The point is that Jackson was fully aware of what was afflicting him. Back then, the established treatment was rest, exercise and a proper diet in a sanatorium at high altitude, but the prospects, particularly for one so badly infected as Jackson, were slim. He knew what was coming; thus, he married his girlfriend shortly before he died.
We – all of us – suffer some form of loss in our life, some big, some small. It is how we deal with it that defines us as human beings. Who can say that the loss of a beloved pet is any more or less heartbreaking than the realisation that MS was going to rob a young woman of playing the cello like an angel in front of thousands of adoring music lovers? “Fate will unwind as it must.” I am not sure why I remember that quotation from Beowulf.
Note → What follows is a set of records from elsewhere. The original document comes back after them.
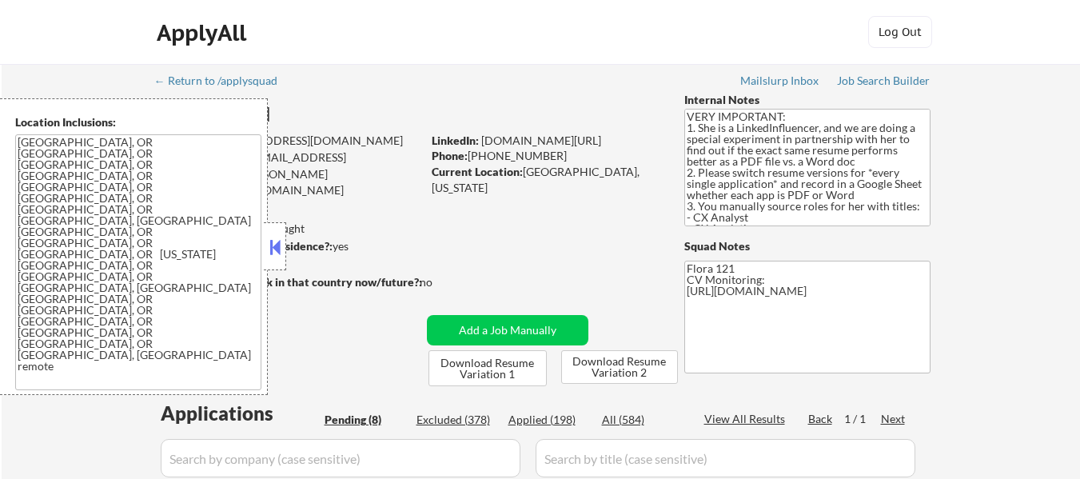 This screenshot has width=1080, height=479. What do you see at coordinates (507, 330) in the screenshot?
I see `button: Add a Job Manually` at bounding box center [507, 330].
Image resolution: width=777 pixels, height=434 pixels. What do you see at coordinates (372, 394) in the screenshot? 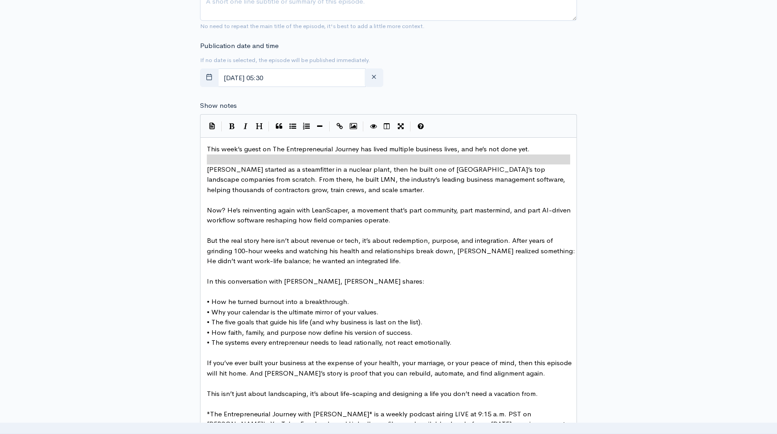
I see `span: This isn’t just about landscaping, it’s about life-scaping and designing a life you don’t need a ...` at bounding box center [372, 394].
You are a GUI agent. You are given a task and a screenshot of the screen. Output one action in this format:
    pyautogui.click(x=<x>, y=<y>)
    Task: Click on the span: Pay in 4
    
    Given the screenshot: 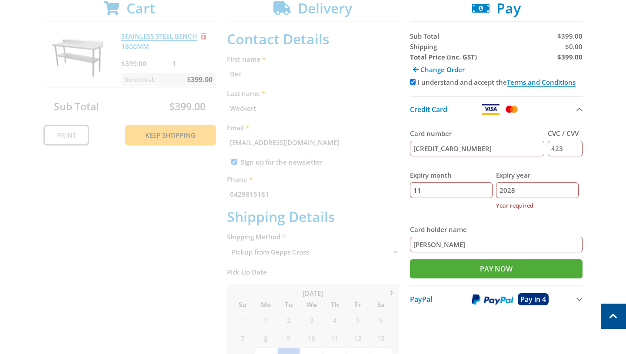 What is the action you would take?
    pyautogui.click(x=533, y=299)
    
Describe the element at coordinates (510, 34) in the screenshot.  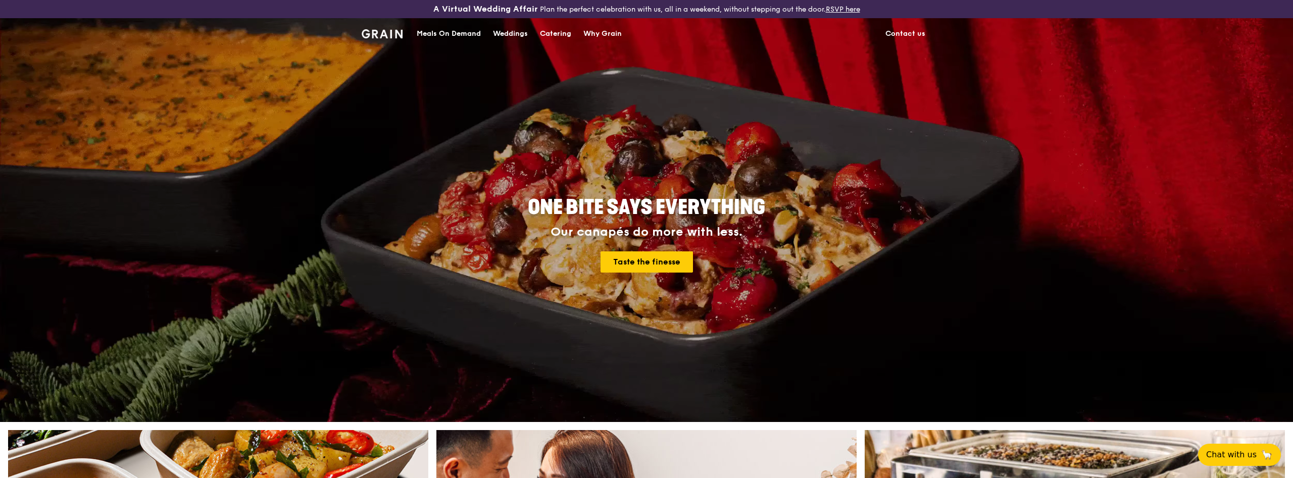
I see `div: Weddings` at that location.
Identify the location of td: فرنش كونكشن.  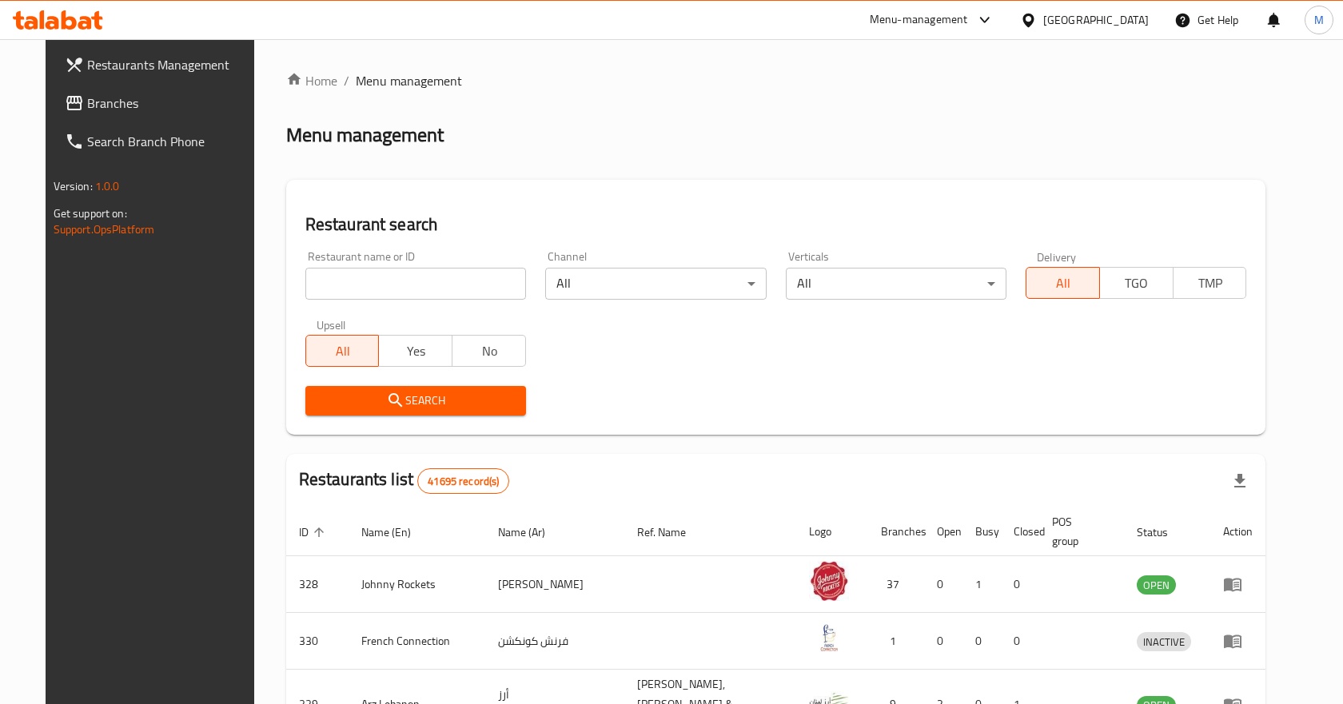
(555, 641).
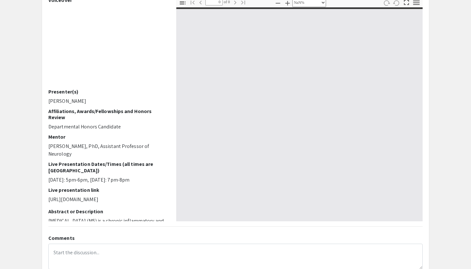 The image size is (471, 269). I want to click on h2: Comments, so click(235, 238).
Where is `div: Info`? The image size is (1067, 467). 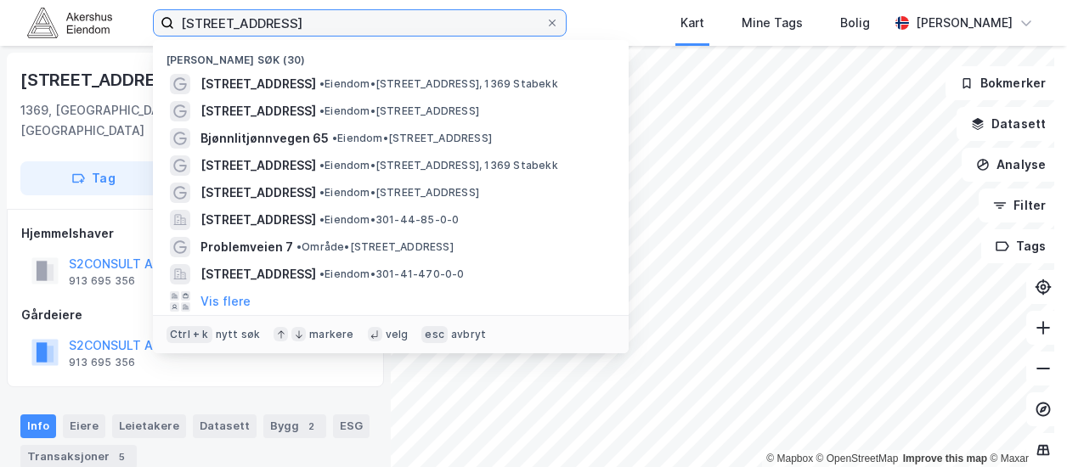 div: Info is located at coordinates (38, 426).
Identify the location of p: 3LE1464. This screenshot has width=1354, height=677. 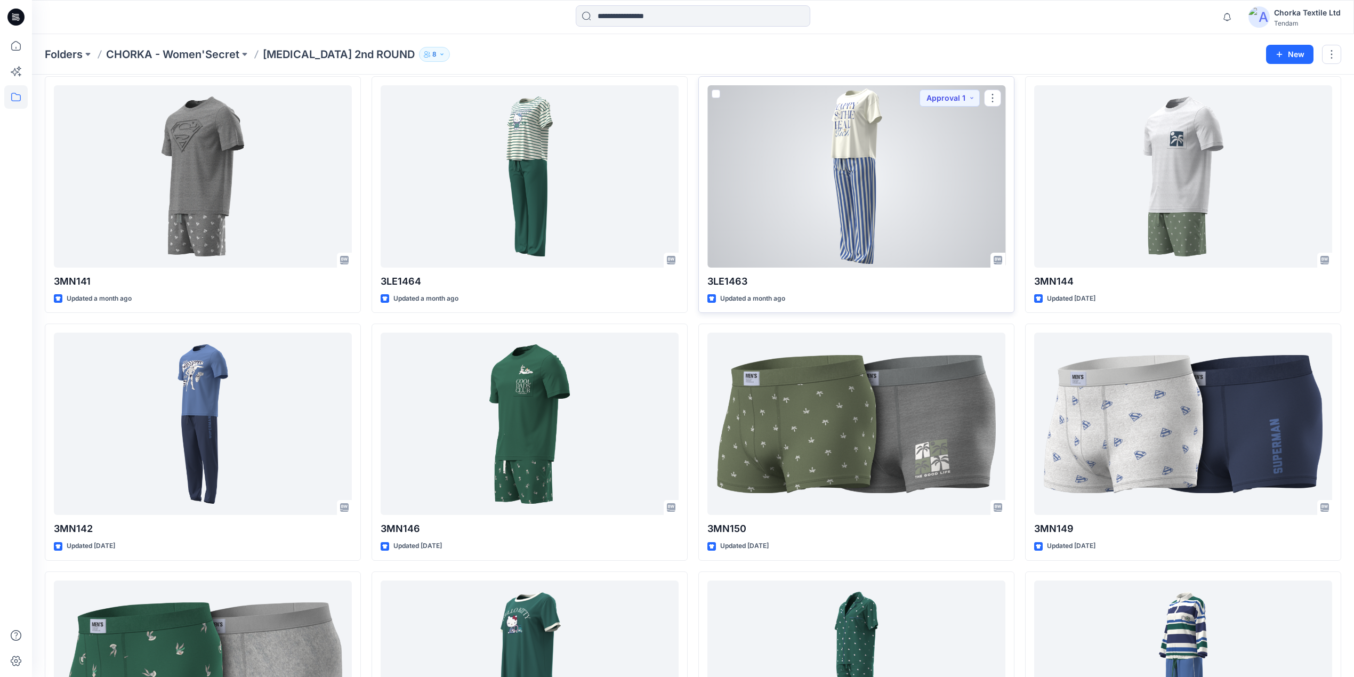
(529, 282).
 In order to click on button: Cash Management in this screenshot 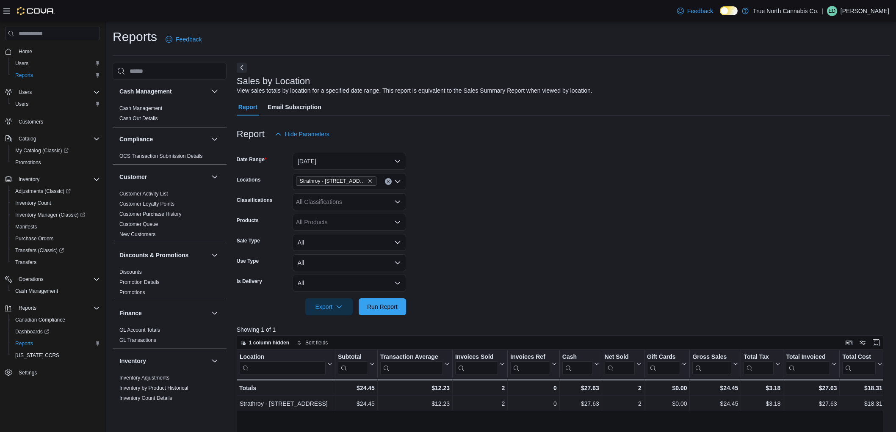, I will do `click(215, 91)`.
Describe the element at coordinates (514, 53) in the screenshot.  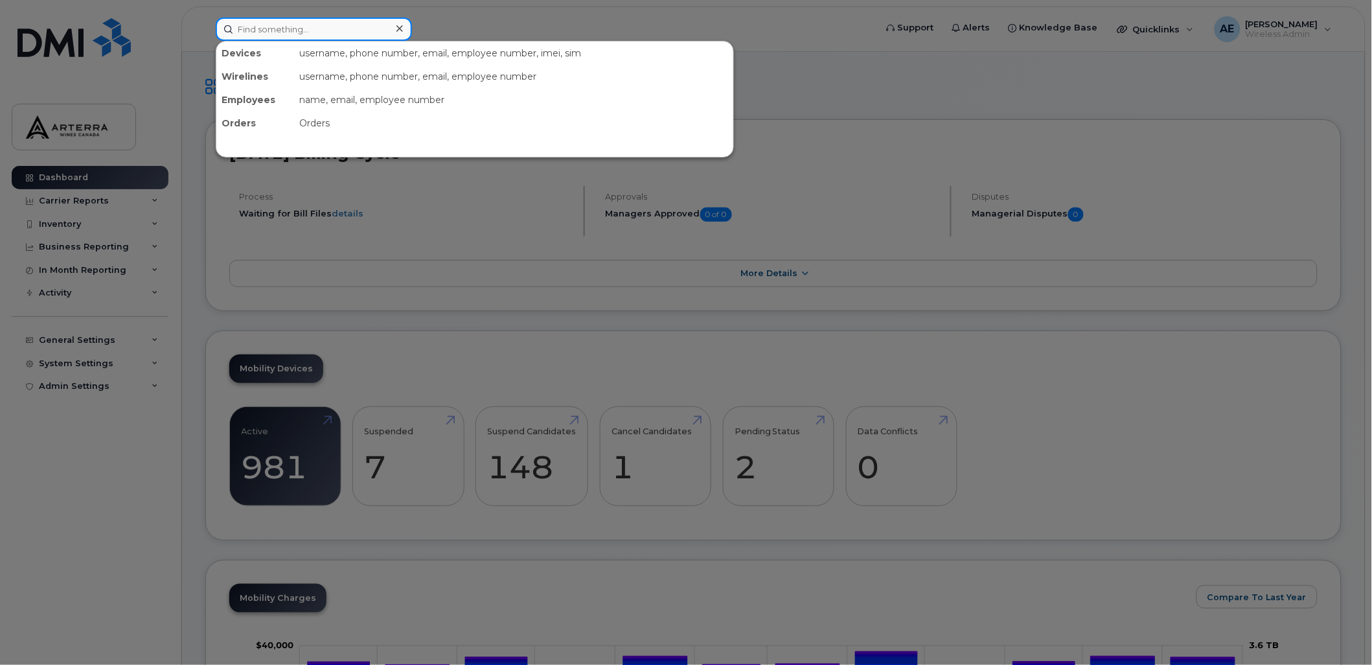
I see `div: username, phone number, email, employee number, imei, sim` at that location.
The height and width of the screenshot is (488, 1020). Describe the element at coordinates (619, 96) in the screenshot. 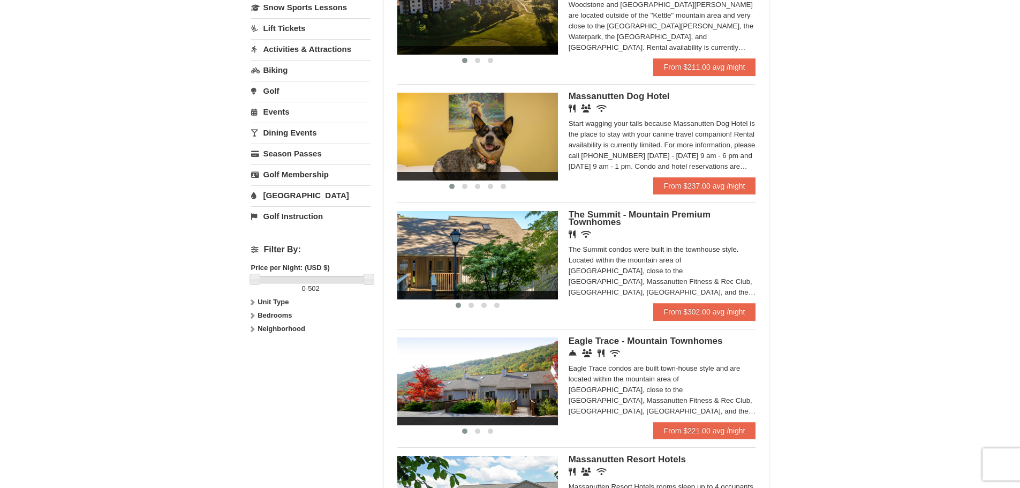

I see `span: Massanutten Dog Hotel` at that location.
It was about the only thing I learnt from my (unwilling) study of Anglo-Saxon at university. Or, as Goldie Hawn so memorably put it, “You often meet your fate on the road you take to avoid it.” In Greek mythology, the Fates were the personifications of destiny, the role of whom was to ensure that every being, mortal or divine, lived out their destiny as it was assigned to them by the laws of the universe. Put it like that, du Pre, Edwards, Hughes, Jackson, all of us… we don’t stand a chance.
“Oh, heaven, that one might read the book of fate and see the revolution of the times.”